Oh, and the actual books? Haven't read any of them yet, but the box set is still on sale at 99c, so if, like me, you love the fae, you might want to pick this up.

 

THE UNFINISHED SONG (Book One): INITIATE - TARA MAYA

Dindi longs to become a Tavaedi, one of the powerful warrior-dancers who secret magics are revealed only to those who pass a mysterious Initiation. The problem? No-one in Dindi's clan has ever passed the Test. But Dindi has a plan.

WAR OF THE FAE: BOOK 1 (THE CHANGELINGS) - ELLE CASEY
Jayne Sparks, a potty-mouthed, rebellious seventeen-year-old, and her best friend, shy and bookish Tony Green, have a typical high school existence - until, along with a group of runaway teens, they are hijacked and sent into a forest where nothing is as it seems. Who will emerge triumphant? And what will they be when they do?

FAIRY METAL THUNDER - JL BRYAN
A teenage garage band steals instruments from the fairy world and begins enchanting crowds, but their shortcut to success soon turns them into enemies of the treacherous Queen Mab.

FEYLAND: THE DARK REALM - ANTHEA SHARP
Faeries. Computer games. When realms collide, a hero from the wrong side of the tracks and the rich girl he's afraid to love must risk everything to defeat the dangerous fey.
What if a high-tech computer game was a gateway to the perilous Realm of Faerie...
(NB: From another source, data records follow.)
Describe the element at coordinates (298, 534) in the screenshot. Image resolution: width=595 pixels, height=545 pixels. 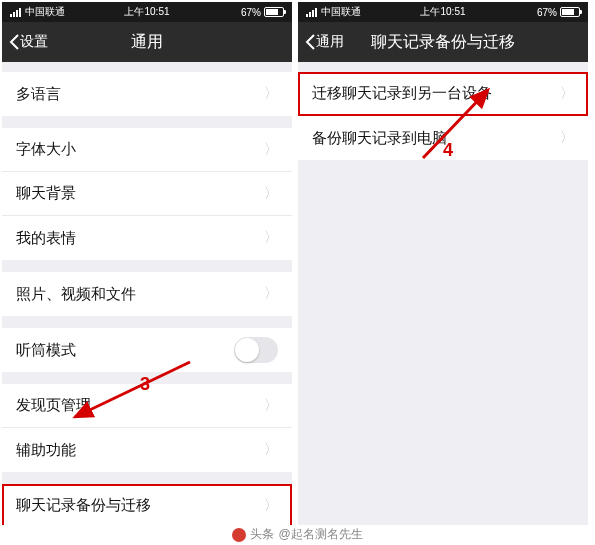
I see `footer-attribution: 头条 @起名测名先生` at that location.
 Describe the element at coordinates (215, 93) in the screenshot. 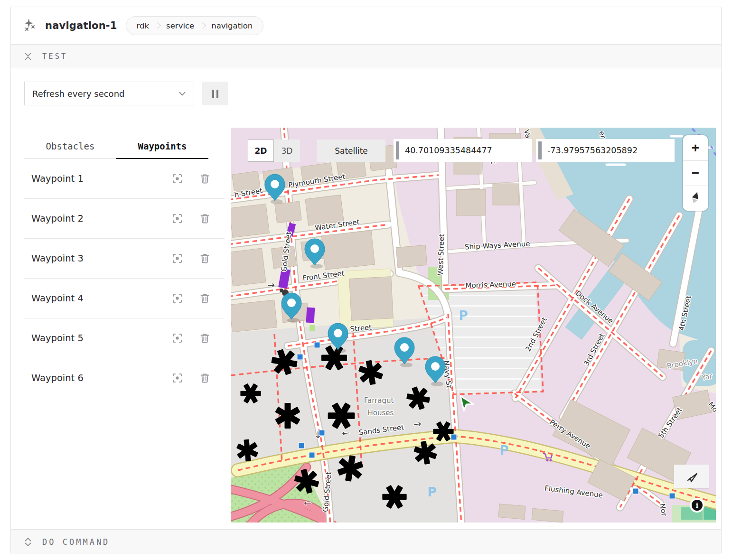

I see `pause-refresh-button` at that location.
FAELOREHN - JENNA ELIZABETH JOHNSON
Meghan has been strange her entire life: her eyes change color and she sees and hears things no one else can. When the visions get worse, she is convinced she has finally gone crazy. That is, until the mysterious Cade shows up with an explanation of his own.
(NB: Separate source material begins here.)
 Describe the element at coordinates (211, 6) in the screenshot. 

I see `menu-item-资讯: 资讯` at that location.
EVER SHADE (A DARK FAERIE TALE #1) - ALEXIA PURDY
A dark twist on faeries. For Shade, a chance meeting with a powerful Teleen Faery warrior who wields electrical currents and blue fires along his skin, has her joining him on a treacherous mission for the good Seelie Faerie Court across the land of Faerie. Magic and malice abound and nothing is what it appears to be.